Restaurant Startup Financing in Texas
Texas restaurant startups use capital for buildouts, kitchen gear, patios, and opening cash flow, with SBA, equipment, and working-capital options.
In Texas, we usually meet owners who are taking over a second-generation space in Houston, fitting out a fast-casual concept in Austin, adding a drive-thru in Fort Worth, or building a patio-heavy neighborhood restaurant in San Antonio. The buyer is often an owner-operator or small group with some restaurant experience, a lease in hand, and a capital stack that has to cover hood work, grease traps, refrigeration, furniture, POS, and the first few months before traffic settles in. For that kind of project, financial services and lending solutions for restaurant owners and operators are usually about getting the opening done without starving working capital. Deal size in Texas can be modest for an equipment refresh and much larger for a ground-up buildout, but the recurring theme is the same: the money has to match the timing of the opening, not just the size of the concept.

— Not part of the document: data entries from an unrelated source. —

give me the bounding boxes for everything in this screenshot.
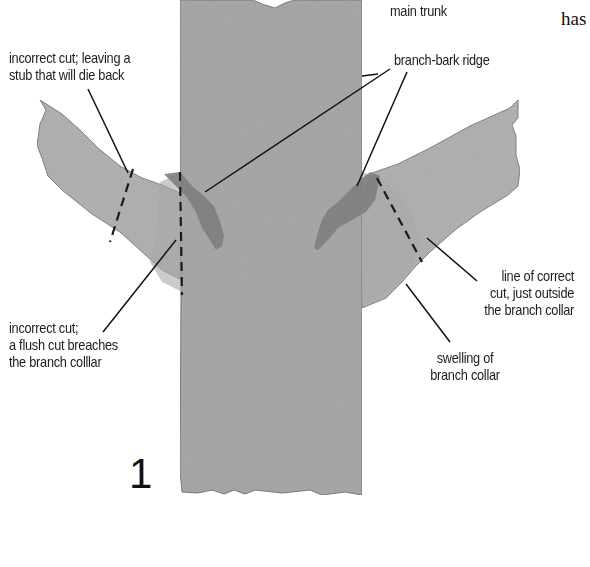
label-flush-cut-line-1: incorrect cut; [9, 320, 118, 337]
trunk [180, 0, 362, 495]
label-correct-cut-line-1: line of correct [484, 268, 574, 285]
label-swelling-line-2: branch collar [421, 367, 509, 384]
label-flush-cut-line-2: a flush cut breaches [9, 337, 118, 354]
pruning-diagram: main trunk branch-bark ridge incorrect c… [0, 0, 590, 567]
label-correct-cut-line-3: the branch collar [484, 302, 574, 319]
leader-main-trunk [362, 74, 378, 76]
label-flush-cut: incorrect cut; a flush cut breaches the … [9, 320, 118, 371]
label-main-trunk: main trunk [390, 3, 447, 20]
figure-number: 1 [129, 450, 152, 498]
label-swelling-line-1: swelling of [421, 350, 509, 367]
label-stub-cut-line-2: stub that will die back [9, 67, 130, 84]
label-flush-cut-line-3: the branch colllar [9, 354, 118, 371]
leader-correct-cut [427, 238, 477, 281]
label-branch-bark-ridge: branch-bark ridge [394, 52, 490, 69]
leader-swelling [406, 284, 450, 342]
label-correct-cut-line-2: cut, just outside [484, 285, 574, 302]
label-swelling: swelling of branch collar [421, 350, 509, 384]
cropped-body-text: has [561, 8, 586, 30]
label-stub-cut-line-1: incorrect cut; leaving a [9, 50, 130, 67]
label-correct-cut: line of correct cut, just outside the br… [484, 268, 574, 319]
leader-flush-cut [103, 240, 176, 332]
label-stub-cut: incorrect cut; leaving a stub that will … [9, 50, 130, 84]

Texas changes the math in ways out-of-state lenders miss. Triple-digit heat in Dallas-Fort Worth and West Texas puts real stress on HVAC and refrigeration. On the Gulf side, moisture, heavy rain, and storm exposure turn drainage, roof work, and exterior dining into budget items instead of nice-to-haves. In Austin and San Antonio, we also see more projects tied to dense mixed-use districts, where landlord standards, fire marshal review, and health department sign-off can slow the schedule if the plans are not clean from day one. If alcohol is part of the revenue plan, TABC timing can become part of the critical path. In practice, Texas operators need financing that respects permitting, buildout sequencing, and the fact that opening day often slips a little even when the contractor did everything right.

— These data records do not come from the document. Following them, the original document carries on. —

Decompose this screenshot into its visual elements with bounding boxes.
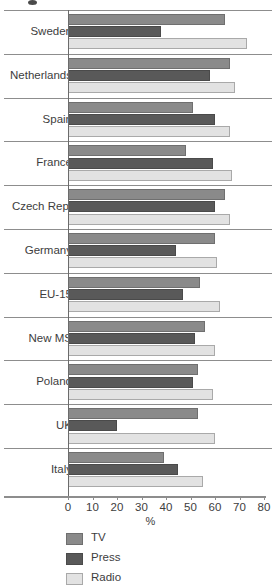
bar-radio-netherlands xyxy=(68,82,235,93)
group-separator-line xyxy=(4,98,272,99)
chart-group-row: Spain xyxy=(0,98,277,140)
bar-radio-eu-15 xyxy=(68,301,220,312)
bar-press-france xyxy=(68,158,213,169)
bar-radio-poland xyxy=(68,389,213,400)
bar-tv-spain xyxy=(68,102,193,113)
bar-radio-france xyxy=(68,170,232,181)
x-axis-line xyxy=(4,496,266,498)
legend-swatch-radio-icon xyxy=(66,573,83,585)
group-separator-line xyxy=(4,185,272,186)
bar-tv-poland xyxy=(68,364,198,375)
chart-group-row: Poland xyxy=(0,360,277,402)
bar-press-italy xyxy=(68,464,178,475)
bullet-marker-icon xyxy=(28,0,37,5)
chart-group-row: Sweden xyxy=(0,10,277,52)
legend-swatch-press-icon xyxy=(66,553,83,565)
bar-press-netherlands xyxy=(68,70,210,81)
category-label-eu-15: EU-15 xyxy=(0,288,72,300)
bar-chart: SwedenNetherlandsSpainFranceCzech Rep.Ge… xyxy=(0,0,277,585)
x-tick-mark xyxy=(215,496,216,500)
group-separator-line xyxy=(4,54,272,55)
group-separator-line xyxy=(4,273,272,274)
bar-radio-new-ms xyxy=(68,345,215,356)
bar-radio-italy xyxy=(68,476,203,487)
group-separator-line xyxy=(4,141,272,142)
bar-tv-france xyxy=(68,145,186,156)
bar-press-germany xyxy=(68,245,176,256)
category-label-czech-rep: Czech Rep. xyxy=(0,200,72,212)
bar-press-new-ms xyxy=(68,333,195,344)
bar-tv-czech-rep xyxy=(68,189,225,200)
x-tick-label-80: 80 xyxy=(249,501,277,513)
group-separator-line xyxy=(4,448,272,449)
chart-group-row: Czech Rep. xyxy=(0,185,277,227)
category-label-italy: Italy xyxy=(0,463,72,475)
bar-radio-spain xyxy=(68,126,230,137)
bar-press-sweden xyxy=(68,26,161,37)
category-label-spain: Spain xyxy=(0,113,72,125)
chart-group-row: EU-15 xyxy=(0,273,277,315)
category-label-uk: UK xyxy=(0,419,72,431)
group-separator-line xyxy=(4,229,272,230)
category-label-poland: Poland xyxy=(0,375,72,387)
group-separator-line xyxy=(4,360,272,361)
legend-label: TV xyxy=(91,531,106,543)
bar-press-spain xyxy=(68,114,215,125)
y-axis-line xyxy=(68,10,69,496)
x-tick-mark xyxy=(191,496,192,500)
x-axis-label: % xyxy=(0,515,277,527)
bar-press-czech-rep xyxy=(68,201,215,212)
bar-radio-germany xyxy=(68,257,217,268)
bar-press-uk xyxy=(68,420,117,431)
category-label-france: France xyxy=(0,156,72,168)
plot-area: SwedenNetherlandsSpainFranceCzech Rep.Ge… xyxy=(0,10,277,494)
x-tick-mark xyxy=(166,496,167,500)
x-tick-mark xyxy=(117,496,118,500)
bar-radio-uk xyxy=(68,433,215,444)
bar-tv-italy xyxy=(68,452,164,463)
bar-press-eu-15 xyxy=(68,289,183,300)
bar-tv-eu-15 xyxy=(68,277,200,288)
bar-radio-sweden xyxy=(68,38,247,49)
chart-group-row: Italy xyxy=(0,448,277,490)
chart-group-row: New MS xyxy=(0,317,277,359)
chart-group-row: Germany xyxy=(0,229,277,271)
x-tick-mark xyxy=(142,496,143,500)
x-tick-mark xyxy=(93,496,94,500)
chart-group-row: UK xyxy=(0,404,277,446)
x-tick-mark xyxy=(264,496,265,500)
bar-tv-germany xyxy=(68,233,215,244)
legend-item-press[interactable]: Press xyxy=(66,551,266,568)
x-tick-mark xyxy=(68,496,69,500)
bar-tv-uk xyxy=(68,408,198,419)
chart-group-row: Netherlands xyxy=(0,54,277,96)
category-label-new-ms: New MS xyxy=(0,332,72,344)
category-label-germany: Germany xyxy=(0,244,72,256)
group-separator-line xyxy=(4,404,272,405)
bar-press-poland xyxy=(68,377,193,388)
group-separator-line xyxy=(4,317,272,318)
bar-tv-new-ms xyxy=(68,321,205,332)
legend-swatch-tv-icon xyxy=(66,533,83,545)
bar-tv-sweden xyxy=(68,14,225,25)
group-separator-line xyxy=(4,10,272,11)
chart-group-row: France xyxy=(0,141,277,183)
legend-label: Radio xyxy=(91,571,121,583)
x-tick-mark xyxy=(240,496,241,500)
legend-item-tv[interactable]: TV xyxy=(66,531,266,548)
bar-tv-netherlands xyxy=(68,58,230,69)
chart-legend: TVPressRadio xyxy=(66,531,266,585)
legend-item-radio[interactable]: Radio xyxy=(66,571,266,585)
legend-label: Press xyxy=(91,551,120,563)
bar-radio-czech-rep xyxy=(68,214,230,225)
category-label-netherlands: Netherlands xyxy=(0,69,72,81)
category-label-sweden: Sweden xyxy=(0,25,72,37)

We match the structure to the use of proceeds. A true equipment buy is often better as an equipment loan or lease, especially when the ticket is mostly kitchen gear, refrigeration, or point-of-sale hardware. A buildout with leasehold improvements, soft costs, and opening cash usually fits better inside an SBA 7(a) loan or a larger term loan. If the business needs flexibility for inventory swings, payroll gaps, or vendor terms, a line of credit can keep the operation moving after the doors open. For SBA 7(a), the current ceiling is $5,000,000, the guarantee can reach up to 85%, and rates are commonly in the 8-11% APR range. Equipment terms can run up to 7 years, the typical processing window is 30-45 days, and lenders often want at least 24 months in business, 640+ FICO, and a 1.25x DSCR. There is also usually a 1-3% guarantee fee to account for in the budget. For Texas restaurant owners, that capital is commonly used for hood systems, walk-in coolers, make-lines, grease interceptors, patio shade, signage, smallwares, and payroll cushion. If the equipment is owned through financing, it can qualify for the 2026 Section 179 deduction, up to $1,220,000, which matters when the buildout is front-loaded and cash is tight.

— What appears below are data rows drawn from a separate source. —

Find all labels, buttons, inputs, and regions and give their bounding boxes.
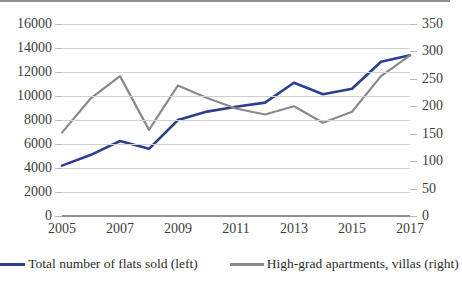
left-axis-tick-label: 4000 bbox=[0, 161, 52, 175]
right-axis-tick-label: 250 bbox=[422, 72, 462, 86]
left-axis-tick-mark bbox=[55, 72, 62, 73]
legend-label: Total number of flats sold (left) bbox=[28, 257, 198, 271]
chart-legend: Total number of flats sold (left)High-gr… bbox=[0, 252, 450, 276]
x-axis-tick-label: 2013 bbox=[270, 222, 318, 236]
gridline bbox=[62, 120, 410, 121]
gridline bbox=[62, 96, 410, 97]
right-axis-tick-label: 100 bbox=[422, 154, 462, 168]
left-axis-tick-label: 8000 bbox=[0, 113, 52, 127]
legend-color-swatch bbox=[0, 263, 25, 266]
right-axis-tick-mark bbox=[410, 51, 417, 52]
left-axis-tick-label: 12000 bbox=[0, 65, 52, 79]
right-axis-tick-mark bbox=[410, 161, 417, 162]
x-axis-tick-label: 2007 bbox=[96, 222, 144, 236]
left-axis-tick-mark bbox=[55, 24, 62, 25]
left-axis-tick-mark bbox=[55, 216, 62, 217]
legend-color-swatch bbox=[230, 263, 264, 266]
right-axis-tick-label: 350 bbox=[422, 17, 462, 31]
right-axis-tick-label: 0 bbox=[422, 209, 462, 223]
right-axis-tick-mark bbox=[410, 106, 417, 107]
right-axis-tick-mark bbox=[410, 79, 417, 80]
x-axis-tick-label: 2015 bbox=[328, 222, 376, 236]
x-axis-baseline bbox=[62, 215, 410, 217]
left-axis-tick-mark bbox=[55, 48, 62, 49]
x-axis-tick-label: 2017 bbox=[386, 222, 434, 236]
left-axis-tick-label: 6000 bbox=[0, 137, 52, 151]
right-axis-tick-mark bbox=[410, 189, 417, 190]
legend-item[interactable]: High-grad apartments, villas (right) bbox=[230, 257, 459, 271]
right-axis-tick-label: 300 bbox=[422, 44, 462, 58]
legend-label: High-grad apartments, villas (right) bbox=[267, 257, 459, 271]
gridline bbox=[62, 168, 410, 169]
gridline bbox=[62, 192, 410, 193]
gridline bbox=[62, 24, 410, 25]
left-axis-tick-mark bbox=[55, 120, 62, 121]
gridline bbox=[62, 144, 410, 145]
top-border-rule bbox=[0, 0, 450, 2]
left-axis-tick-mark bbox=[55, 144, 62, 145]
x-axis-tick-label: 2011 bbox=[212, 222, 260, 236]
left-axis-tick-mark bbox=[55, 192, 62, 193]
x-axis-tick-label: 2009 bbox=[154, 222, 202, 236]
right-axis-tick-mark bbox=[410, 24, 417, 25]
legend-item[interactable]: Total number of flats sold (left) bbox=[0, 257, 198, 271]
left-axis-tick-mark bbox=[55, 96, 62, 97]
left-axis-tick-mark bbox=[55, 168, 62, 169]
x-axis-tick-label: 2005 bbox=[38, 222, 86, 236]
left-axis-tick-label: 10000 bbox=[0, 89, 52, 103]
right-axis-tick-label: 200 bbox=[422, 99, 462, 113]
right-axis-tick-label: 50 bbox=[422, 182, 462, 196]
right-axis-tick-label: 150 bbox=[422, 127, 462, 141]
series-line bbox=[62, 55, 410, 132]
gridline bbox=[62, 48, 410, 49]
left-axis-tick-label: 14000 bbox=[0, 41, 52, 55]
gridline bbox=[62, 72, 410, 73]
right-axis-tick-mark bbox=[410, 216, 417, 217]
left-axis-tick-label: 2000 bbox=[0, 185, 52, 199]
left-axis-tick-label: 0 bbox=[0, 209, 52, 223]
right-axis-tick-mark bbox=[410, 134, 417, 135]
left-axis-tick-label: 16000 bbox=[0, 17, 52, 31]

Eligibility is mostly about proof, not hype. Lenders want to see the operator’s history, the project budget, and the cash plan. For Texas applicants, that usually means time in business if the doors are already open, personal credit in decent shape, and documentation that ties the lease, the contractor bid, and the equipment quotes together. Pull your credit early, because credit report errors show up in 1 in 4 reports, and hard inquiries can shave 5-10 points while you are shopping. Before applying, we tell owners to gather the last two or three years of tax returns if they have them, year-to-date profit and loss and balance sheet, business bank statements, a debt schedule, entity formation docs, EIN, Texas sales tax permit, lease draft or executed lease, buildout estimate, equipment quotes, franchise agreement if there is one, and any TABC paperwork if alcohol service is part of the plan. In Texas, clean paperwork speeds the file more than optimism does, and the fastest closings usually come from operators who can show exactly how the money turns into an open restaurant.
Frequently asked questions
Can a new Texas restaurant qualify without a full year of revenue?
Sometimes, yes. The file usually needs strong prior operator experience, a signed lease, a believable buildout budget, and enough cash to carry opening losses. A newer deal is harder, but it can still work if the structure matches the project.
What should Texas owners finance instead of paying cash?
We usually finance the expensive, slow-to-payback items: HVAC, hoods, walk-ins, grease traps, patio buildouts, POS, and opening inventory. Cash is better reserved for deposits, payroll, and the first vendor cycles.
How fast can funding close for a Texas restaurant opening?
Simple equipment deals can move quickly, but SBA 7(a) files usually take 30-45 days once the application is complete and the lender has the documents it needs.